Players.bio is a large online platform sharing the best live coverage of your favourite sports: Football, Golf, Rugby, Cricket, F1, Boxing, NFL, NBA, plus the latest sports news, transfers & scores. Exclusive interviews, fresh photos and videos, breaking news. Stay tuned to know everything you wish about your favorite stars 24/7. Check our daily updates and make sure you don't miss anything about celebrities' lives.

Contacts

  • Owner: SNOWLAND s.r.o.
  • Registration certificate 06691200
  • 16200, Na okraji 381/41, Veleslavín, 162 00 Praha 6
  • Czech Republic

'We're our own team' - Farrell not worried about trophyless four provinces

Ireland head coach Andy Farrell says he's not reading too much into the Irish provinces' disappointing end to the rugby season, ahead of the upcoming tour of New Zealand.

Farrell revealed his 40-man squad this morning, with five uncapped players among the group; Leinster trio Ciarán Frawley, Jimmy O'Brien and Joe McCarthy, Munster's Jeremy Loughman and Connacht's Cian Prendergast.

The squad are currently gathering at the IRFU high performance facility in Abbotstown for a three-day mini-camp, before they depart for New Zealand next week, ahead of their opening match against the Maori All Blacks on Wednesday 29 June.

The mood around Irish rugby has dampened in the last couple of weeks after a disappointing end to the season for the provinces, with Leinster and Ulster edged out in the URC semi-finals last week.

In both games, as well as Leinster's Champions Cup final defeat to La Rochelle, the game was won and lost by physicality and a dominant setpiece, and despite a combined 27 of the 40 players coming from those two provinces, Farrell says he's not overly concerned about the common trend of those recent defeats.

"We're Ireland, we're our own team," the head coach said.

"We play our own way and we've come up against big teams before and been unbelievably physical.

"Physicality is not just about fronting up, it's how you play the game and how you get opportunities to create space to be able to get over the gainline and be able to be aggressive in the right parts of the game.

"I think we've done pretty well of late in that type of scenario, so no, it doesn't affect us at all."

And Farrell says he's taking the positives from having extra access to his Leinster and Ulster players.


**WORK TO BE COMPLETED**
Return, from the material below, each line in which "their" occurs.

**SUPPLIED INFORMATION**
--------------------------------------------------

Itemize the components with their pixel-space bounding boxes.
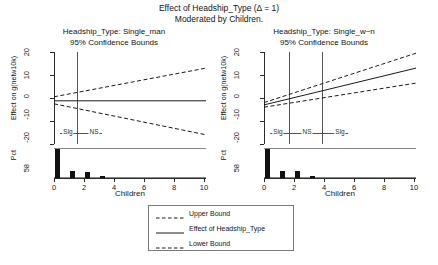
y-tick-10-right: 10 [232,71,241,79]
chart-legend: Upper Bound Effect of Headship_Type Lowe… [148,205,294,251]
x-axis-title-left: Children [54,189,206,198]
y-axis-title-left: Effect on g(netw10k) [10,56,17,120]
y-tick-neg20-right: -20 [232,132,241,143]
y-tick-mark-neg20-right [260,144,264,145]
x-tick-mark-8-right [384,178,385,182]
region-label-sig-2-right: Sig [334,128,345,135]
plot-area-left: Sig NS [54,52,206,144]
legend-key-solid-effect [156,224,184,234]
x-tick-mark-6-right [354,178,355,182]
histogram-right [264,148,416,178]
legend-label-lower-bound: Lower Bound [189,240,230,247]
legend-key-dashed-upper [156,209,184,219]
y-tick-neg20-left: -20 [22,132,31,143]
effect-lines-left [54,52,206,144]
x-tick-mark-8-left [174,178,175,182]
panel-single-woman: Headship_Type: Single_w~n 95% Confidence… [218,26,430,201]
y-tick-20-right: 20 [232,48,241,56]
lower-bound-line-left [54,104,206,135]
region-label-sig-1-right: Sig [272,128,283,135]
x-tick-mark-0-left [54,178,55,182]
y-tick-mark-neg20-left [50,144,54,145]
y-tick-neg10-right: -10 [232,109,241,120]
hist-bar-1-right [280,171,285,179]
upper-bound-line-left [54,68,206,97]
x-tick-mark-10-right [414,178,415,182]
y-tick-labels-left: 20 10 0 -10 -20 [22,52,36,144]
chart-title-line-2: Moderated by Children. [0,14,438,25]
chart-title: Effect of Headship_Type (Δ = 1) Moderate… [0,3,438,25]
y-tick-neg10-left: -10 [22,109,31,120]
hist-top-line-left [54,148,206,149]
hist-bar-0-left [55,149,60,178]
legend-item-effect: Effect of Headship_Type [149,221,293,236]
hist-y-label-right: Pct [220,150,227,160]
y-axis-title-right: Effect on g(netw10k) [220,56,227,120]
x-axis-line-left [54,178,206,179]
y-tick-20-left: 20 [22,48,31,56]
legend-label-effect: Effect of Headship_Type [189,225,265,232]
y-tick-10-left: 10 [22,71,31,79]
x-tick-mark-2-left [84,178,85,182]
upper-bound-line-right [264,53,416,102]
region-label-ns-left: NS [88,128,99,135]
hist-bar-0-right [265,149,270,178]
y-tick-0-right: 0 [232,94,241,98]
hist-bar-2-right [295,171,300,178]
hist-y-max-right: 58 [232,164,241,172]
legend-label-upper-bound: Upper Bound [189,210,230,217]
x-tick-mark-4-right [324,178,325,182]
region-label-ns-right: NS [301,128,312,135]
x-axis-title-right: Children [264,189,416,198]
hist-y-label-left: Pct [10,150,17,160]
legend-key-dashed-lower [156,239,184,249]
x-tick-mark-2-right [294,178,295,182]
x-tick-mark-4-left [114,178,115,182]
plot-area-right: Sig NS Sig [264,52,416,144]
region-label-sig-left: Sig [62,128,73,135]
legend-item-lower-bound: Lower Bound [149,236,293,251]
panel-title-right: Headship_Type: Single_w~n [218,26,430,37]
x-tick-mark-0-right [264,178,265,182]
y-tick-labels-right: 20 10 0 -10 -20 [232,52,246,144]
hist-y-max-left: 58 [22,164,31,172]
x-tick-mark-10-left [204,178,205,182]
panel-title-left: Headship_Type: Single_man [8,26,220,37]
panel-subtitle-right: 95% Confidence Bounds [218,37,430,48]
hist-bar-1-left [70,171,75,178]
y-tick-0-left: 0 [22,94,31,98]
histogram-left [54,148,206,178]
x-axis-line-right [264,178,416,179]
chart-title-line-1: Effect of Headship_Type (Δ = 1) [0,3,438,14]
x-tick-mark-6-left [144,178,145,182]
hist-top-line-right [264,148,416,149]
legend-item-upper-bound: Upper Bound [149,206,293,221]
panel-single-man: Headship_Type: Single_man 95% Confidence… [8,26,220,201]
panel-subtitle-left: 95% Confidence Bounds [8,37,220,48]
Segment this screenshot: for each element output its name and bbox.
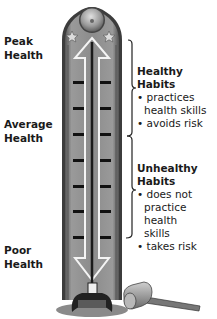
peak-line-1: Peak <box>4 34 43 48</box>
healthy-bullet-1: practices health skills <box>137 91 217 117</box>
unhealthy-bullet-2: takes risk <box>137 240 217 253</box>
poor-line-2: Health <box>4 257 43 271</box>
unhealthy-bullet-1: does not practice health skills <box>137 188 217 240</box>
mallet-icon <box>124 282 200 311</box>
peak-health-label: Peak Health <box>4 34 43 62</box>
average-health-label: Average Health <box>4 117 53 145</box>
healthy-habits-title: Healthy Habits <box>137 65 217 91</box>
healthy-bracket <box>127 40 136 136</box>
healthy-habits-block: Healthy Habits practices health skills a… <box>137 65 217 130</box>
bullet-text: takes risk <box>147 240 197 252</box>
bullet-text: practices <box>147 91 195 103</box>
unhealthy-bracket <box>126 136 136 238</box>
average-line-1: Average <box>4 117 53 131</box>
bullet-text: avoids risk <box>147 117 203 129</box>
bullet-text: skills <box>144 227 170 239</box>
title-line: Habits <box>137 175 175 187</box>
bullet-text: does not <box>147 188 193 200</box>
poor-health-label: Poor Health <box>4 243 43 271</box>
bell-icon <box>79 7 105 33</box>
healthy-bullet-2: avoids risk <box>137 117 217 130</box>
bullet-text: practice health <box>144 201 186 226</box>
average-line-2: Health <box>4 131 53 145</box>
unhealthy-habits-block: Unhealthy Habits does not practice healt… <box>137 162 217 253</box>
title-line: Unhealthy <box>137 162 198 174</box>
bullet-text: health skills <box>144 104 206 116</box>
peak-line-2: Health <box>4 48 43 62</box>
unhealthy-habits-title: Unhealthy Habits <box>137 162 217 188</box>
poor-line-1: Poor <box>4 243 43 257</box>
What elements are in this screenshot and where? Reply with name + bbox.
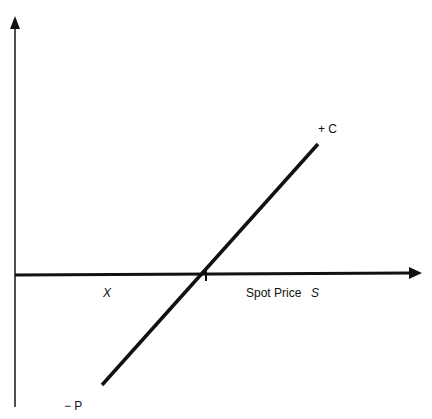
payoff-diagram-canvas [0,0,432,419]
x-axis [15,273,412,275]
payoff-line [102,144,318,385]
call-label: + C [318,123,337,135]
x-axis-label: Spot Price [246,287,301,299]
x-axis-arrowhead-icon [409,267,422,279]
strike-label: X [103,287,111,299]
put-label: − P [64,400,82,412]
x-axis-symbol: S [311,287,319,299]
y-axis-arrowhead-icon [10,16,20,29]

--------------------------------------------------

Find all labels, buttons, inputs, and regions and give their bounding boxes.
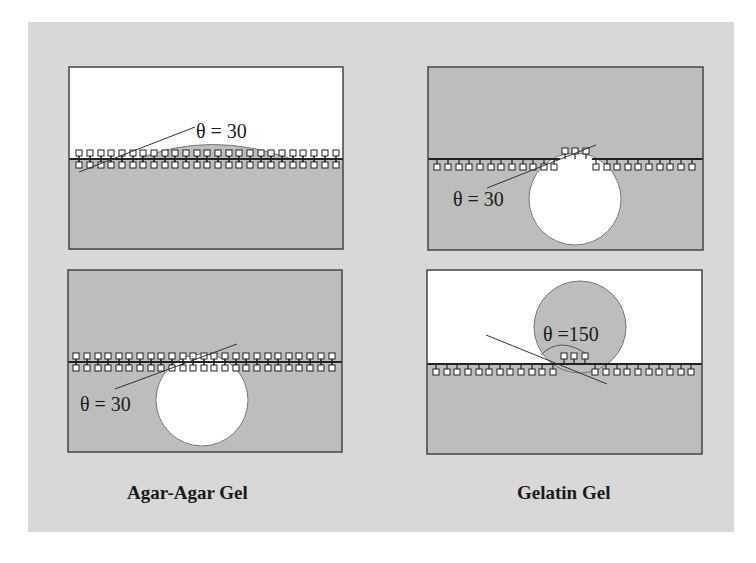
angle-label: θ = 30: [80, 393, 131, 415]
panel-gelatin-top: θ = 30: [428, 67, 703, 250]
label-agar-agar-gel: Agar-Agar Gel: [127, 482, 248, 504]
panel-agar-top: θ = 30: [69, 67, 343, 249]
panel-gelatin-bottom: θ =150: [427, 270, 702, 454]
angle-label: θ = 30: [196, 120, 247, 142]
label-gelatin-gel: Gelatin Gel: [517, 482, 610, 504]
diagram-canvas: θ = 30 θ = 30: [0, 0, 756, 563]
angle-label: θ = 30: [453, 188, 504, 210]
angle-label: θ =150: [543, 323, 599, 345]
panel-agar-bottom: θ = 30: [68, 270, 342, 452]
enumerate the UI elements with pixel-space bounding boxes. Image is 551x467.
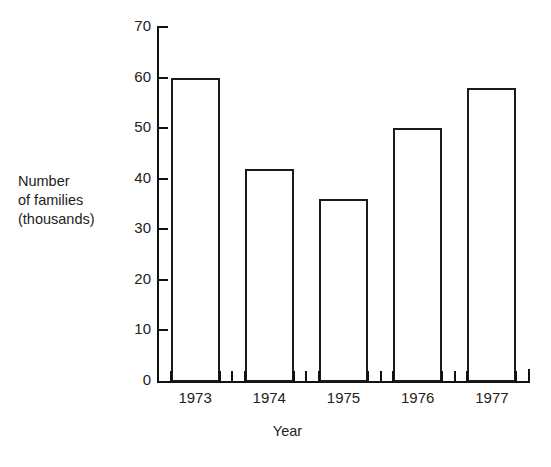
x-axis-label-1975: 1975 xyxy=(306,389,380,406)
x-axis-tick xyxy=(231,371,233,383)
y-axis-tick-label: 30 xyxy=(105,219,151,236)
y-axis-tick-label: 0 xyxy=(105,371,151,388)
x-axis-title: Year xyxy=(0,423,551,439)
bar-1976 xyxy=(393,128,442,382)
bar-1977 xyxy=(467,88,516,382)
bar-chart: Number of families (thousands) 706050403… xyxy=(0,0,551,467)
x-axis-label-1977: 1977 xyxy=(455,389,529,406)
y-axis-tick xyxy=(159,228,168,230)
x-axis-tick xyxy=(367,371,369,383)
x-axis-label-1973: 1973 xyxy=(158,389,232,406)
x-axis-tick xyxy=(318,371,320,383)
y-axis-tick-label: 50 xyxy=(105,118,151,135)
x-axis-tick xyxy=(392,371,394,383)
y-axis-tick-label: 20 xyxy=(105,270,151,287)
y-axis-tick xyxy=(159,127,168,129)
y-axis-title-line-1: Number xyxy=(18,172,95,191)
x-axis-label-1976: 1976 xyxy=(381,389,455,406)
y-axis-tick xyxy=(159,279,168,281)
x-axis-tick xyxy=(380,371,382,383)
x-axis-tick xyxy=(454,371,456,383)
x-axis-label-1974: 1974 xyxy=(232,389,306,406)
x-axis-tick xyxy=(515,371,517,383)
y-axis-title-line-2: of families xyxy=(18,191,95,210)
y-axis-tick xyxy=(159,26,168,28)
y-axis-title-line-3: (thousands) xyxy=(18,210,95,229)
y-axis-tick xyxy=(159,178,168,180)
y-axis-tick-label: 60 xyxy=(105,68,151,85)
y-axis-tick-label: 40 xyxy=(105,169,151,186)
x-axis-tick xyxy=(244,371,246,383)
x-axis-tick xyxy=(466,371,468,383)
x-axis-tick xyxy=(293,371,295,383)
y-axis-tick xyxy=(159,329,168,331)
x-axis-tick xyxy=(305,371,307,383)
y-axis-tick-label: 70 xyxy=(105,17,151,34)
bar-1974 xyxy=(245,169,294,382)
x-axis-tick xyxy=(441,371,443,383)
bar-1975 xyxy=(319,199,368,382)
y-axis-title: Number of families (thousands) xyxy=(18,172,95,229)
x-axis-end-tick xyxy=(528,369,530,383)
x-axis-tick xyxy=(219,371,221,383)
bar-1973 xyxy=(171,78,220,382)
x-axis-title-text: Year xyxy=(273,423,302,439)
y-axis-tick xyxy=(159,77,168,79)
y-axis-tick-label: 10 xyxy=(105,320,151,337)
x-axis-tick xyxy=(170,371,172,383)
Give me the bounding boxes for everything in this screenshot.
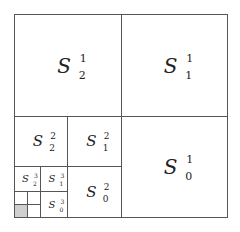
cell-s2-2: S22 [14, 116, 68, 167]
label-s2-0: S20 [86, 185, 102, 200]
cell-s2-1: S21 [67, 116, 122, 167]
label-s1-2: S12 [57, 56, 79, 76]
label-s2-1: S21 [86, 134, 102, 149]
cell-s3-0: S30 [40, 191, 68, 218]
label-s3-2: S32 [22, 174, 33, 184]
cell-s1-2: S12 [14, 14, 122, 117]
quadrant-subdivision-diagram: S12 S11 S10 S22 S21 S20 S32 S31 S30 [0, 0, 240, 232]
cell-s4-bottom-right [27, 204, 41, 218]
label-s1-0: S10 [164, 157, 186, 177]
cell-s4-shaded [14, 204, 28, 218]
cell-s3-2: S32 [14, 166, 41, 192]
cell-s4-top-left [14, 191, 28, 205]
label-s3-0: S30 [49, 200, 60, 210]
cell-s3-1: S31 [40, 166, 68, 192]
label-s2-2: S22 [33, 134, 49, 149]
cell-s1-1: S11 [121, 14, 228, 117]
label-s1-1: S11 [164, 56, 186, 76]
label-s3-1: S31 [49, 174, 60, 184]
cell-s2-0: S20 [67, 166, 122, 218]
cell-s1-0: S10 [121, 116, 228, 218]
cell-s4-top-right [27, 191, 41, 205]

--------------------------------------------------

**SOLUTION FOR THIS PROBLEM**
Itemize the components with their pixel-space bounding boxes.
Find all labels, buttons, inputs, and regions and give their bounding boxes.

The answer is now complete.